Letter: Noise problems extend beyond Whidbey Island

Editor,

With sadness I read the Sound Off by Christine Cribb, executive director of the Oak Harbor Chamber of Commerce.

Her letter forgets — again — that regional taxpayers from the Olympic Peninsula to the North Cascades are trying to live peaceful lives in a Navy war training zone.

In the 25 years I was involved in Navy noise issues, the regional groups asked and pleaded for noise mitigation — the kind found at airports worldwide — baffles, hush houses and adjustments of flight patterns and training hours. Alternative training areas exist in California and Nevada.

Real-time measurements of the noise that shakes our homes and bodies are needed to define the problem. We have asked repeatedly for the Navy to measure and mitigate the jarring, crushing blasts of low-frequency Growler noise that rattle our days and nights often until midnight .

We have asked for mitigation, not for Naval Air Station Whidbey Island to be closed. We respect the Navy pilots, some of the finest in the world.

We do not respect the Navy’s disregard of the National Environmental Protection Act, which protects us all. It’s this disregard of the NEPA process and requirements that the state attorney general is addressing.

Regional concerns go way beyond property values. The Salish Sea and marine life, including orcas, are being impacted by Navy explosives, impulsive sound, sonar, high energy lasers, biodegradable polymers, unmanned underwater systems, post explosive fragments and more.

Our regional air is polluted with cancer-producing Growler exhaust, fuel dumping and 1,200 metric tons of CO2 for every hour of Growler flight. Whidbey Island’s water table is polluted by Navy perfluoroalkyl.

And then there’s the health effects on the human residents trying to cope with the noise and pollution.

We’ve all seen those grim lists.

It’s time for the Navy to stop being the bully in the room. For me the “sound of freedom” would be the Navy and regional communities working and talking together respectfully, following the NEPA laws and regulations and returning balance, sanity, a healthy land, sea, sky and soundscape to this place we call home.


→ **Exercise goal**: Retype the records below exactly as they stand, but with no images.

[[ Material for this task, beginning ]]

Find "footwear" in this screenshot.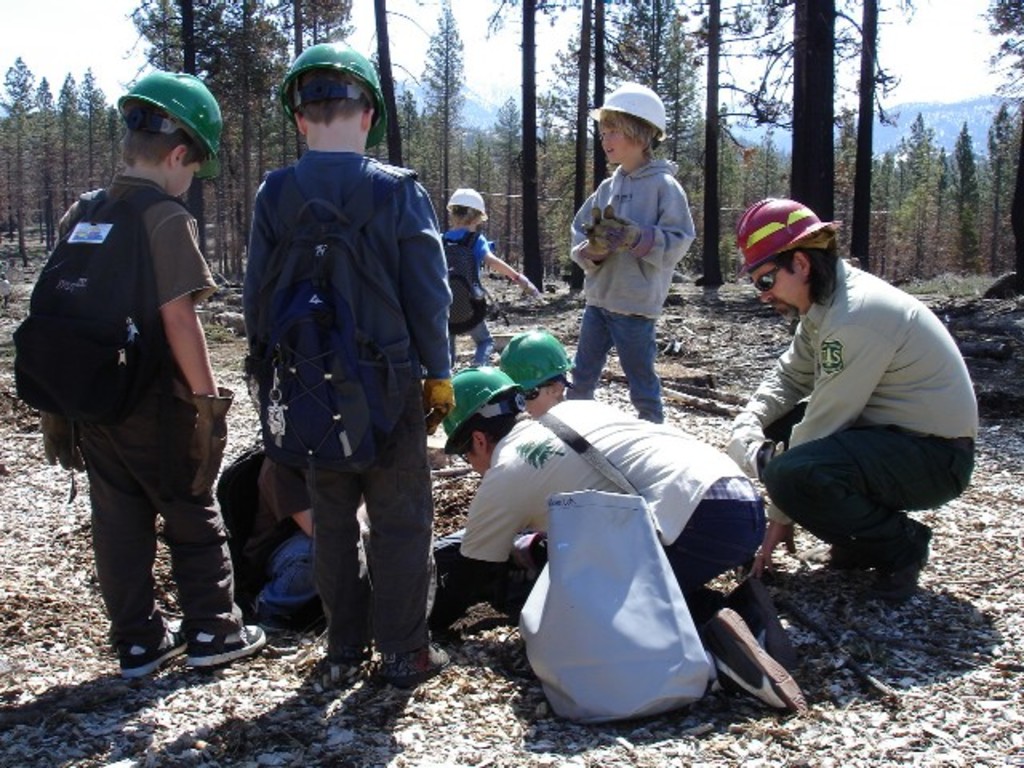
The bounding box for "footwear" is bbox(698, 603, 814, 718).
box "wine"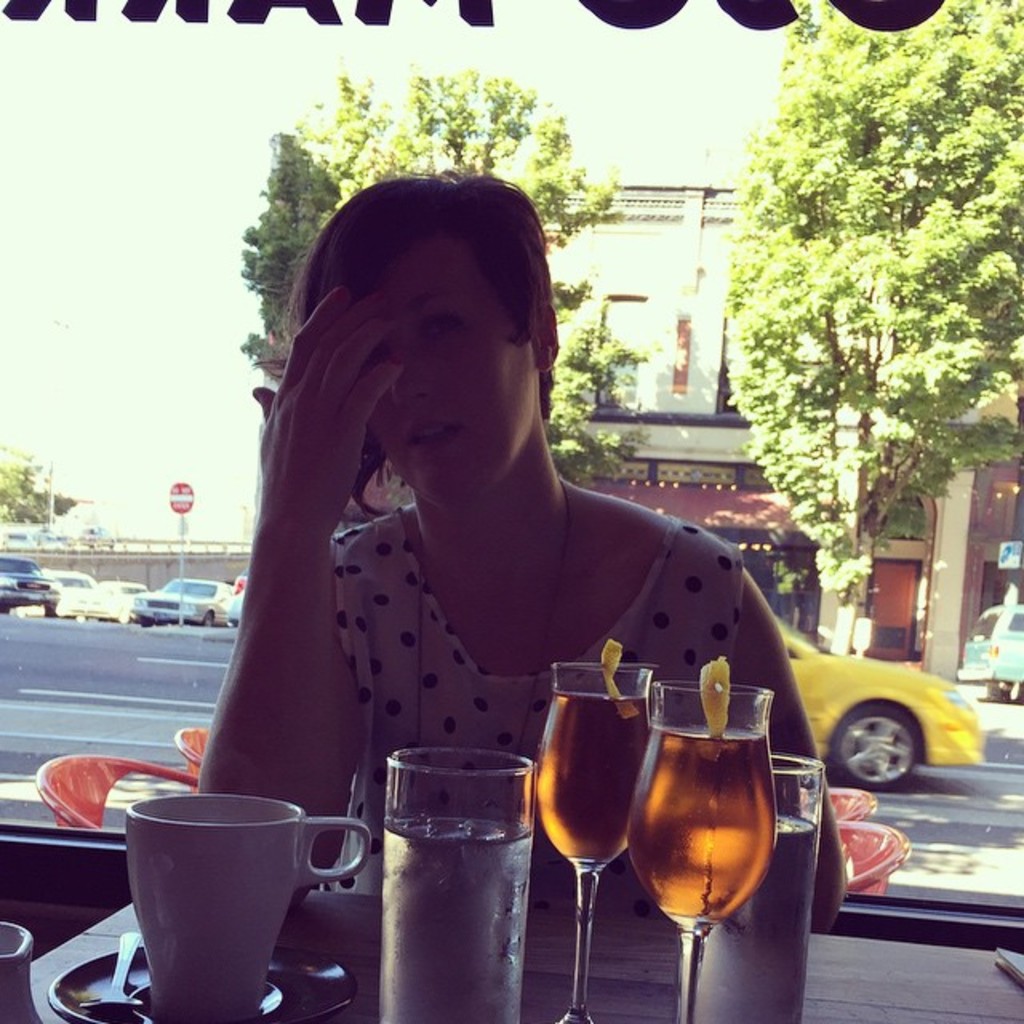
(531, 690, 648, 861)
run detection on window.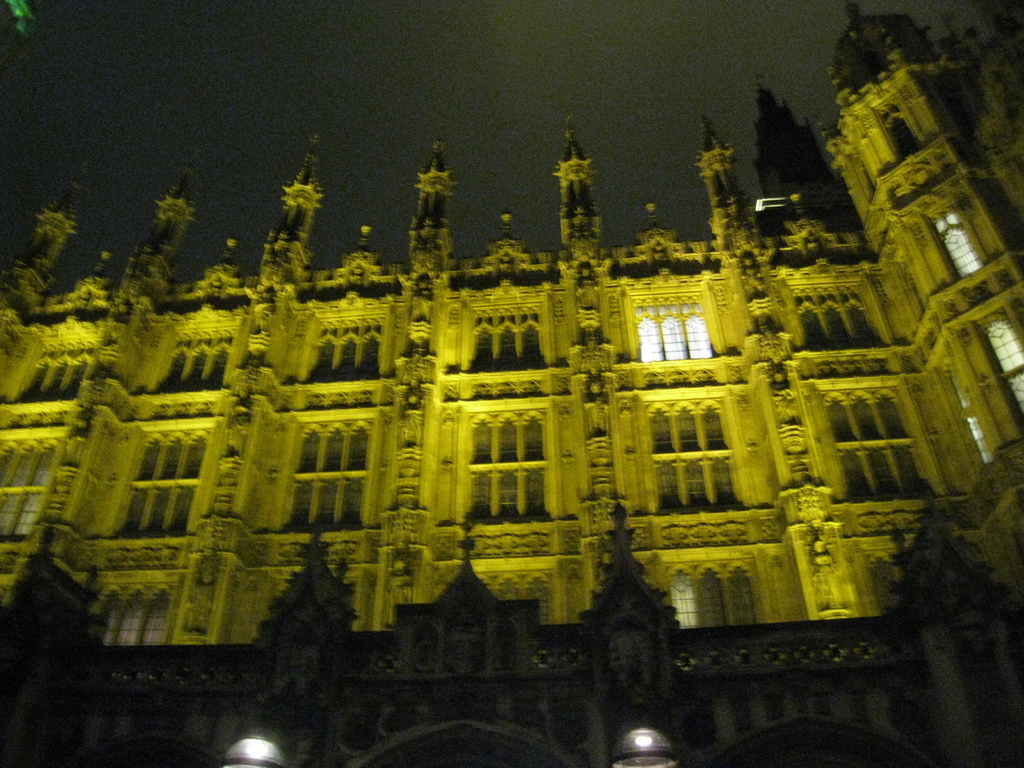
Result: crop(887, 109, 915, 157).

[[ Material for this task, end ]]

→ **Result of this task**:
Find "footwear" in this screenshot.
The bounding box for "footwear" is bbox(698, 603, 814, 718).
box "wine"
(531, 690, 648, 861)
run detection on window.
Result: crop(887, 109, 915, 157).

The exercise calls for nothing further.